Actor Ed Herrmann on the small-town life

SALISBURY — Ed Herrmann has never played the stage manager in Thornton Wilder’s great play, “Our Town,” but on Sept. 28 he will read from the play at Salisbury, Our Town, a fundraiser for Salisbury Family Services.Herrmann, tall and distinguished with a baritone that slides effortlessly from accent to accent, would seem a natural for the role, and he knows a great deal about what Wilder wanted from performances. “He once did the play in Williamstown and asked the cast why they were ‘acting,’” he said in an interview at his Salisbury home last week. Wilder wanted them to play against their training, and let emotion flow naturally from within themselves.He observed that most actors have performed the role of the stage manager as an avuncular observer of the small-town life Wilder saw as embodying universal concerns of life, love, death and eternity. In the 1940 movie made from a screenplay by Wilder himself, the stage manager is “almost angry at the blindness of people to what is around them,” Herrmann said. How he will deliver the stage manager’s great monologue from the cemetery on the hill that opens Act III he won’t reveal.Herrmann is one of several actors, writers and musicians with local ties who will perform at the Salisbury Family Services benefit. The organizing committee began work last February to find prose and poetry that best “celebrate small-town life,” according to committee member Dan Dwyer. There will be memoirs and oral history from local archives; a selection by E. B. White on a town meeting “when democracy sat up and looked around;” even a poem by e.e. cummings titled “anyone lived in a pretty how town.”Actors joining Herrmann will include Mamie Gummer, John Benjamin Hickey and Laura Linney. Local author John Burnham Schwartz will read from “Northwest Corner,” the follow-up to his acclaimed novel, “Reservation Road;” and National Book Award winner Ann Arensberg will share a passage from her as-yet-unpublished novel. Songs and musical continuity will be provided by the Joint Chiefs.Salisbury, Our Town will be performed in the Walker Auditorium at The Hotchkiss School on Saturday, Sept. 28, at 6 p.m. Tickets are $25 for the performance, $200 for the performance plus a dinner following the performance in one of five private homes. For tickets and information, call 860-435-6677.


◆ AIM OF THE EXERCISE
Where the string "more" occurs in a line of the data below, that line should be copied.

Data records for software interfaces:
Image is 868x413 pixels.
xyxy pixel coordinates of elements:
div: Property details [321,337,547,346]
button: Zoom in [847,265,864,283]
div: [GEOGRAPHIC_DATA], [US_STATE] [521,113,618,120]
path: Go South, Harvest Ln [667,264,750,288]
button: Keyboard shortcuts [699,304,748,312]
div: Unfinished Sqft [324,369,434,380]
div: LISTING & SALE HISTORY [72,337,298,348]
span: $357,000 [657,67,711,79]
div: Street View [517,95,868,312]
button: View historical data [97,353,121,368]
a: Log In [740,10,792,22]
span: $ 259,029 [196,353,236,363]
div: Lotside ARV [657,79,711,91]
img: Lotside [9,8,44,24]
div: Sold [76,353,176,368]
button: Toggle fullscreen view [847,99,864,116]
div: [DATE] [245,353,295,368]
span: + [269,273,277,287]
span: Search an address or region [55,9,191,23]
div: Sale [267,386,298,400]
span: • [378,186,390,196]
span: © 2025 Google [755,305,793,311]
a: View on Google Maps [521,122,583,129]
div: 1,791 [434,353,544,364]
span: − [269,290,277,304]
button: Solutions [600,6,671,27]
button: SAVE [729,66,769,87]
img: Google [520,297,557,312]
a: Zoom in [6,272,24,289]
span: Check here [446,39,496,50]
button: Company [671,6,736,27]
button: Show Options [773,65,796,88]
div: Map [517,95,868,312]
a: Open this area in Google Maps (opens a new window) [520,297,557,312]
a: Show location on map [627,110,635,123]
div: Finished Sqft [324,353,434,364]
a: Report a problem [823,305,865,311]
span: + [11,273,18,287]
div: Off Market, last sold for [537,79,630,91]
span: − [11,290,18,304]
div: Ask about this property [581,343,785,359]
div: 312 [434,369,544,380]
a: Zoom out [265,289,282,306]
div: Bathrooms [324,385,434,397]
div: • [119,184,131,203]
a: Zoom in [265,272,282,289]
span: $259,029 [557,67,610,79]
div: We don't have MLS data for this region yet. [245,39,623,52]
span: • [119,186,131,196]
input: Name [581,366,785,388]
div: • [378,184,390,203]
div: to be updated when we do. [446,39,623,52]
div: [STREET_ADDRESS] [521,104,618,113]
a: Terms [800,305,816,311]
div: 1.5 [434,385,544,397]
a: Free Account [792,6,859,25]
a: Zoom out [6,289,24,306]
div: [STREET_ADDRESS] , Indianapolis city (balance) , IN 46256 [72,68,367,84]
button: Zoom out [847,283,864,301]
--
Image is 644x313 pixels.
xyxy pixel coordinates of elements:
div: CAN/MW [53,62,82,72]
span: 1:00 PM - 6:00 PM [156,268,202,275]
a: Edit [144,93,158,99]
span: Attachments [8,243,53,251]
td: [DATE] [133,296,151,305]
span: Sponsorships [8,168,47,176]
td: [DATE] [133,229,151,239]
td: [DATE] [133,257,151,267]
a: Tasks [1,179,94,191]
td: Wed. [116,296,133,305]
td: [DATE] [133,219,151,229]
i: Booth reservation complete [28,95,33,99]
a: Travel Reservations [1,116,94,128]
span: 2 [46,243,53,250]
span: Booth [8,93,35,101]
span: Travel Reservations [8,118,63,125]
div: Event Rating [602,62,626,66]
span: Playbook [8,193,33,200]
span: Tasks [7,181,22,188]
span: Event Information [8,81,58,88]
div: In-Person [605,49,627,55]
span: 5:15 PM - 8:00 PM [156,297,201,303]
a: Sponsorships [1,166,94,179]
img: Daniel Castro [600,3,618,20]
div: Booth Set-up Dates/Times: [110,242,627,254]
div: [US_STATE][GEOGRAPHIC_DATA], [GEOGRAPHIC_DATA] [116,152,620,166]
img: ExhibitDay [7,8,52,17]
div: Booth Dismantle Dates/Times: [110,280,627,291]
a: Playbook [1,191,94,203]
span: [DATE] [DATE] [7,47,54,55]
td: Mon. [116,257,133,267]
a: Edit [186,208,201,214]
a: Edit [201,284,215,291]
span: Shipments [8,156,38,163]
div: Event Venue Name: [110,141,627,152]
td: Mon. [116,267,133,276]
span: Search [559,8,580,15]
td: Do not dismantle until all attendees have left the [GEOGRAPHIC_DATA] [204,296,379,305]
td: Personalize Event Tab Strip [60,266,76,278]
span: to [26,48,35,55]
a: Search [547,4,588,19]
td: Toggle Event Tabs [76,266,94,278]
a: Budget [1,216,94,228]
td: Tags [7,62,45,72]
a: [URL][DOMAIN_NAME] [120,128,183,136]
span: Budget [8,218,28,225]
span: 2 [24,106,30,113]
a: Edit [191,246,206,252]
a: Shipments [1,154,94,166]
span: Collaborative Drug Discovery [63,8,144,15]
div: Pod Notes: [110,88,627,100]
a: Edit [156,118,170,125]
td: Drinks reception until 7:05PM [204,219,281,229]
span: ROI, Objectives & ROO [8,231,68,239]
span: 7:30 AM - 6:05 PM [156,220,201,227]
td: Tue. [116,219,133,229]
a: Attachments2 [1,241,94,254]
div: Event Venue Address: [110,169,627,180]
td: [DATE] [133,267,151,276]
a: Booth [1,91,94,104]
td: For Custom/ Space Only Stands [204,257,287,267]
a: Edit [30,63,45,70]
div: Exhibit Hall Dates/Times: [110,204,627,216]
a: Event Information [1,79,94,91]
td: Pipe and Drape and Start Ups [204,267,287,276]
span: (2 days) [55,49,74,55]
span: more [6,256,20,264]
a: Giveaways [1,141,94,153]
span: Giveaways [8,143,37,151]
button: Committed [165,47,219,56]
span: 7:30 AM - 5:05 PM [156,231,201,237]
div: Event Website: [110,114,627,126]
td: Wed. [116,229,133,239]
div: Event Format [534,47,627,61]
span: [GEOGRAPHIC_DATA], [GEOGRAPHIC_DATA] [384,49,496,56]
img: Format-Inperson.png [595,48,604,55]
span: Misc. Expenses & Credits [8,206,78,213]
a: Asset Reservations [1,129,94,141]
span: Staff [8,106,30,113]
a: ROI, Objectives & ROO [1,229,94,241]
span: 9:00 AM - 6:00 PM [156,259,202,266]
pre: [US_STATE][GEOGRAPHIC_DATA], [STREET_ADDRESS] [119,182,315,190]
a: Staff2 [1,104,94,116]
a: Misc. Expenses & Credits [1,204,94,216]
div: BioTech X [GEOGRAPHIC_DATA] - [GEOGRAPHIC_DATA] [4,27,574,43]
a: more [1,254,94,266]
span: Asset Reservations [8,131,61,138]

◆ ANSWER
span: more [6,256,20,264]
a: more [1,254,94,266]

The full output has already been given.